Large Scale Variational Bayesian Inference for Structured Scale Mixture Models
Natural image statistics exhibit hierarchical dependencies across multiple scales. Representing such prior knowledge in non-factorial latent tree models can boost performance of image denoising, inpainting, deconvolution or reconstruction substantially, beyond standard factorial “sparse” methodology. We derive a large scale approximate Bayesian inference algorithm for linear models with non-factorial (latent tree-structured) scale mixture priors. Experimental results on a range of denoising and inpainting problems demonstrate substantially improved performance compared to MAP estimation or to inference with factorial priors.
💡 Research Summary
The paper addresses the limitation of conventional sparse‑coding and factorial Bayesian approaches, which treat image coefficients as independent and thus ignore the hierarchical dependencies that naturally arise across multiple spatial scales in photographs. To capture these dependencies, the authors introduce a Structured Scale‑Mixture (SSM) model in which latent variables are organized in a tree‑structured hierarchy. Each node of the tree represents a mixture component formed by the product of a scalar “scale” variable and a Gaussian latent vector. The scale variables follow a log‑normal prior, while the latent vectors have standard normal priors. The root of the tree corresponds to the coarsest (low‑frequency) image component, and the leaves correspond to the finest (high‑frequency) details, thereby providing a multi‑resolution representation that mirrors natural image statistics.
Inference is performed within a variational Bayesian framework using a mean‑field factorization q(scale)·q(latent). Because the prior is non‑factorial, exact inference is intractable; however, the tree structure enables an efficient message‑passing algorithm that computes the required expectations in O(N·L) time, where N is the number of pixels and L the number of scales. The algorithm proceeds iteratively: (1) initialize the variational parameters; (2) run forward and backward passes on the tree to propagate messages; (3) update the means and variances of the scale and latent variables using the linear observation model y = Ax + n and the current expectations; (4) evaluate the evidence lower bound (ELBO) and check for convergence. The updates have closed‑form expressions, and the entire procedure can be accelerated on GPUs, making it suitable for large‑scale images.
Experimental evaluation covers several classic image‑restoration tasks: Gaussian denoising, random‑mask inpainting, and deconvolution after blur. The authors compare their method against three baselines: MAP‑L2 (Gaussian prior), MAP‑L1 (Laplacian prior), and a factorial variational Bayesian approach (IVB). Using standard datasets such as BSD68 and Set12, they report consistent improvements in both PSNR and SSIM. For example, with 20‑40 % of pixels masked, the SSM model yields an average PSNR gain of about 0.8 dB over the factorial IVB, and visual inspection shows sharper reconstruction of edges and textures. In deconvolution experiments, high‑frequency details are better preserved, confirming that the hierarchical prior effectively propagates information from coarse to fine scales.
From a computational standpoint, the variational updates converge within a few iterations, typically requiring 0.3–0.5 seconds for a 256 × 256 image on a modern GPU—approximately two to three times faster than the MAP solvers used for the baselines. This speed advantage stems from the linear‑time message‑passing on the tree, which avoids the cubic cost associated with full covariance updates in generic Gaussian variational inference.
The contributions of the paper can be summarized as follows: (1) a novel non‑factorial prior that explicitly encodes multi‑scale hierarchical dependencies; (2) an efficient variational inference algorithm that leverages the tree structure to achieve large‑scale applicability; (3) extensive empirical evidence that the proposed approach outperforms both MAP estimation and factorial Bayesian methods across a range of restoration problems.
In the discussion, the authors outline several promising extensions. First, they suggest generalizing the tree to more complex graphical structures such as grids or hyper‑graphs, which could capture richer spatial relationships. Second, they propose hybridizing the SSM prior with deep learning‑based priors (e.g., variational autoencoders) to combine the interpretability of hierarchical models with the expressive power of neural networks. Third, they mention adapting the framework to non‑linear observation models, such as compressive sensing, where the linear assumption y = Ax + n no longer holds. These directions point toward broader applicability in domains like medical imaging, remote sensing, and video restoration, where multi‑scale structure and large‑scale inference are critical.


* WHAT NEEDS TO BE DONE
Leave out the pictures and repeat the entries below verbatim.

(Records contained in a dataset)
· · · · · · ·

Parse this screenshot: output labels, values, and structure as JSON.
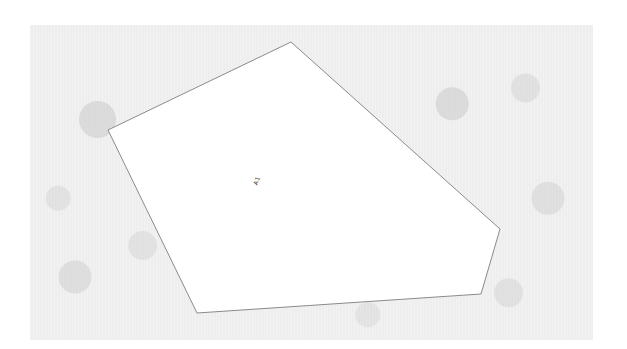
{
  "scene": {
    "background_color": "#eeeeee",
    "polygon_fill": "#ffffff",
    "polygon_stroke": "#8a8a8a",
    "polygon_points": [
      [
        291,
        42
      ],
      [
        500,
        229
      ],
      [
        481,
        294
      ],
      [
        197,
        313
      ],
      [
        108,
        130
      ]
    ]
  },
  "labels": {
    "region_label": "A1"
  }
}
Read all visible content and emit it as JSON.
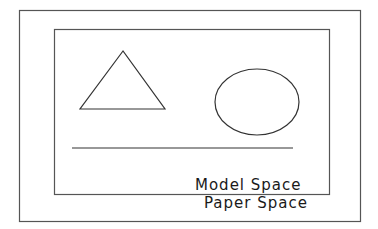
{
  "diagram": {
    "paper_space_label": "Paper Space",
    "model_space_label": "Model Space",
    "stroke_color": "#333333",
    "background": "#ffffff",
    "shapes": [
      "triangle",
      "ellipse",
      "horizontal-line"
    ]
  }
}
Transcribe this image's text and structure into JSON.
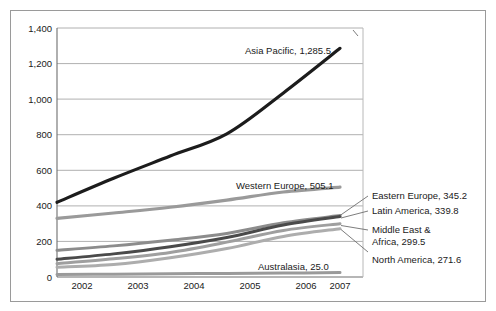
{
  "chart_data": {
    "type": "line",
    "title": "",
    "subtitle": "",
    "xlabel": "",
    "ylabel": "",
    "x": [
      "2002",
      "2003",
      "2004",
      "2005",
      "2006",
      "2007"
    ],
    "categories": [
      "2002",
      "2003",
      "2004",
      "2005",
      "2006",
      "2007"
    ],
    "xlim": [
      "2002",
      "2007"
    ],
    "ylim": [
      0,
      1400
    ],
    "ytick_labels": [
      "0",
      "200",
      "400",
      "600",
      "800",
      "1,000",
      "1,200",
      "1,400"
    ],
    "ytick_values": [
      0,
      200,
      400,
      600,
      800,
      1000,
      1200,
      1400
    ],
    "xtick_labels": [
      "2002",
      "2003",
      "2004",
      "2005",
      "2006",
      "2007"
    ],
    "grid": "horizontal",
    "legend_position": "inline-annotations",
    "series": [
      {
        "name": "Asia Pacific",
        "end_value_label": "1,285.5",
        "label_text": "Asia Pacific, 1,285.5",
        "color": "#1c1c1c",
        "width": 3.2,
        "values": [
          420,
          555,
          680,
          805,
          1035,
          1285.5
        ]
      },
      {
        "name": "Western Europe",
        "end_value_label": "505.1",
        "label_text": "Western Europe, 505.1",
        "color": "#9a9a9a",
        "width": 3.2,
        "values": [
          330,
          360,
          392,
          432,
          478,
          505.1
        ]
      },
      {
        "name": "Eastern Europe",
        "end_value_label": "345.2",
        "label_text": "Eastern Europe, 345.2",
        "color": "#8c8c8c",
        "width": 3.0,
        "values": [
          150,
          175,
          207,
          245,
          305,
          345.2
        ]
      },
      {
        "name": "Latin America",
        "end_value_label": "339.8",
        "label_text": "Latin America, 339.8",
        "color": "#4a4a4a",
        "width": 3.0,
        "values": [
          100,
          130,
          170,
          222,
          292,
          339.8
        ]
      },
      {
        "name": "Middle East & Africa",
        "end_value_label": "299.5",
        "label_text_line1": "Middle East &",
        "label_text_line2": "Africa, 299.5",
        "color": "#9f9f9f",
        "width": 3.0,
        "values": [
          75,
          102,
          138,
          196,
          262,
          299.5
        ]
      },
      {
        "name": "North America",
        "end_value_label": "271.6",
        "label_text": "North America, 271.6",
        "color": "#adadad",
        "width": 3.0,
        "values": [
          55,
          70,
          108,
          160,
          228,
          271.6
        ]
      },
      {
        "name": "Australasia",
        "end_value_label": "25.0",
        "label_text": "Australasia, 25.0",
        "color": "#9a9a9a",
        "width": 3.0,
        "values": [
          14,
          16,
          18,
          20,
          22,
          25.0
        ]
      }
    ],
    "annotations": [
      {
        "id": "asia-pacific",
        "text": "Asia Pacific, 1,285.5"
      },
      {
        "id": "western-europe",
        "text": "Western Europe, 505.1"
      },
      {
        "id": "australasia",
        "text": "Australasia, 25.0"
      },
      {
        "id": "eastern-europe",
        "text": "Eastern Europe, 345.2"
      },
      {
        "id": "latin-america",
        "text": "Latin America, 339.8"
      },
      {
        "id": "middle-east-africa-1",
        "text": "Middle East &"
      },
      {
        "id": "middle-east-africa-2",
        "text": "Africa, 299.5"
      },
      {
        "id": "north-america",
        "text": "North America, 271.6"
      }
    ]
  },
  "colors": {
    "background": "#ffffff",
    "frame": "#9a9a9a",
    "axis": "#6e6e6e",
    "gridline": "#b0b0b0",
    "text": "#1a1a1a"
  }
}
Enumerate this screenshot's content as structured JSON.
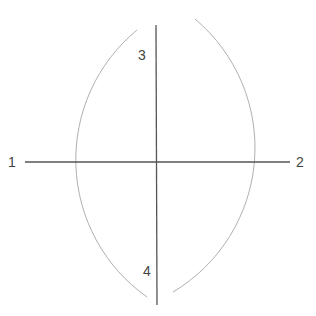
{
  "diagram": {
    "type": "perpendicular-bisector-construction",
    "labels": {
      "p1": "1",
      "p2": "2",
      "p3": "3",
      "p4": "4"
    },
    "points": {
      "p1": [
        25,
        162
      ],
      "p2": [
        290,
        162
      ],
      "p3": [
        156,
        57
      ],
      "p4": [
        156,
        270
      ]
    },
    "arc_radius": 168,
    "colors": {
      "main_line": "#555555",
      "arc": "#aaaaaa",
      "label": "#444444"
    }
  }
}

· · · · · · ·

* SOLVED PROBLEM
Parse this screenshot: output labels, values, and structure as JSON.
{
  "scene": {
    "background_color": "#eeeeee",
    "polygon_fill": "#ffffff",
    "polygon_stroke": "#8a8a8a",
    "polygon_points": [
      [
        291,
        42
      ],
      [
        500,
        229
      ],
      [
        481,
        294
      ],
      [
        197,
        313
      ],
      [
        108,
        130
      ]
    ]
  },
  "labels": {
    "region_label": "A1"
  }
}
Read all visible content and emit it as JSON.
{
  "diagram": {
    "paper_space_label": "Paper Space",
    "model_space_label": "Model Space",
    "stroke_color": "#333333",
    "background": "#ffffff",
    "shapes": [
      "triangle",
      "ellipse",
      "horizontal-line"
    ]
  }
}
Transcribe this image's text and structure into JSON.
{
  "chart_data": {
    "type": "line",
    "title": "",
    "subtitle": "",
    "xlabel": "",
    "ylabel": "",
    "x": [
      "2002",
      "2003",
      "2004",
      "2005",
      "2006",
      "2007"
    ],
    "categories": [
      "2002",
      "2003",
      "2004",
      "2005",
      "2006",
      "2007"
    ],
    "xlim": [
      "2002",
      "2007"
    ],
    "ylim": [
      0,
      1400
    ],
    "ytick_labels": [
      "0",
      "200",
      "400",
      "600",
      "800",
      "1,000",
      "1,200",
      "1,400"
    ],
    "ytick_values": [
      0,
      200,
      400,
      600,
      800,
      1000,
      1200,
      1400
    ],
    "xtick_labels": [
      "2002",
      "2003",
      "2004",
      "2005",
      "2006",
      "2007"
    ],
    "grid": "horizontal",
    "legend_position": "inline-annotations",
    "series": [
      {
        "name": "Asia Pacific",
        "end_value_label": "1,285.5",
        "label_text": "Asia Pacific, 1,285.5",
        "color": "#1c1c1c",
        "width": 3.2,
        "values": [
          420,
          555,
          680,
          805,
          1035,
          1285.5
        ]
      },
      {
        "name": "Western Europe",
        "end_value_label": "505.1",
        "label_text": "Western Europe, 505.1",
        "color": "#9a9a9a",
        "width": 3.2,
        "values": [
          330,
          360,
          392,
          432,
          478,
          505.1
        ]
      },
      {
        "name": "Eastern Europe",
        "end_value_label": "345.2",
        "label_text": "Eastern Europe, 345.2",
        "color": "#8c8c8c",
        "width": 3.0,
        "values": [
          150,
          175,
          207,
          245,
          305,
          345.2
        ]
      },
      {
        "name": "Latin America",
        "end_value_label": "339.8",
        "label_text": "Latin America, 339.8",
        "color": "#4a4a4a",
        "width": 3.0,
        "values": [
          100,
          130,
          170,
          222,
          292,
          339.8
        ]
      },
      {
        "name": "Middle East & Africa",
        "end_value_label": "299.5",
        "label_text_line1": "Middle East &",
        "label_text_line2": "Africa, 299.5",
        "color": "#9f9f9f",
        "width": 3.0,
        "values": [
          75,
          102,
          138,
          196,
          262,
          299.5
        ]
      },
      {
        "name": "North America",
        "end_value_label": "271.6",
        "label_text": "North America, 271.6",
        "color": "#adadad",
        "width": 3.0,
        "values": [
          55,
          70,
          108,
          160,
          228,
          271.6
        ]
      },
      {
        "name": "Australasia",
        "end_value_label": "25.0",
        "label_text": "Australasia, 25.0",
        "color": "#9a9a9a",
        "width": 3.0,
        "values": [
          14,
          16,
          18,
          20,
          22,
          25.0
        ]
      }
    ],
    "annotations": [
      {
        "id": "asia-pacific",
        "text": "Asia Pacific, 1,285.5"
      },
      {
        "id": "western-europe",
        "text": "Western Europe, 505.1"
      },
      {
        "id": "australasia",
        "text": "Australasia, 25.0"
      },
      {
        "id": "eastern-europe",
        "text": "Eastern Europe, 345.2"
      },
      {
        "id": "latin-america",
        "text": "Latin America, 339.8"
      },
      {
        "id": "middle-east-africa-1",
        "text": "Middle East &"
      },
      {
        "id": "middle-east-africa-2",
        "text": "Africa, 299.5"
      },
      {
        "id": "north-america",
        "text": "North America, 271.6"
      }
    ]
  },
  "colors": {
    "background": "#ffffff",
    "frame": "#9a9a9a",
    "axis": "#6e6e6e",
    "gridline": "#b0b0b0",
    "text": "#1a1a1a"
  }
}
Enumerate this screenshot's content as structured JSON.
{
  "diagram": {
    "type": "perpendicular-bisector-construction",
    "labels": {
      "p1": "1",
      "p2": "2",
      "p3": "3",
      "p4": "4"
    },
    "points": {
      "p1": [
        25,
        162
      ],
      "p2": [
        290,
        162
      ],
      "p3": [
        156,
        57
      ],
      "p4": [
        156,
        270
      ]
    },
    "arc_radius": 168,
    "colors": {
      "main_line": "#555555",
      "arc": "#aaaaaa",
      "label": "#444444"
    }
  }
}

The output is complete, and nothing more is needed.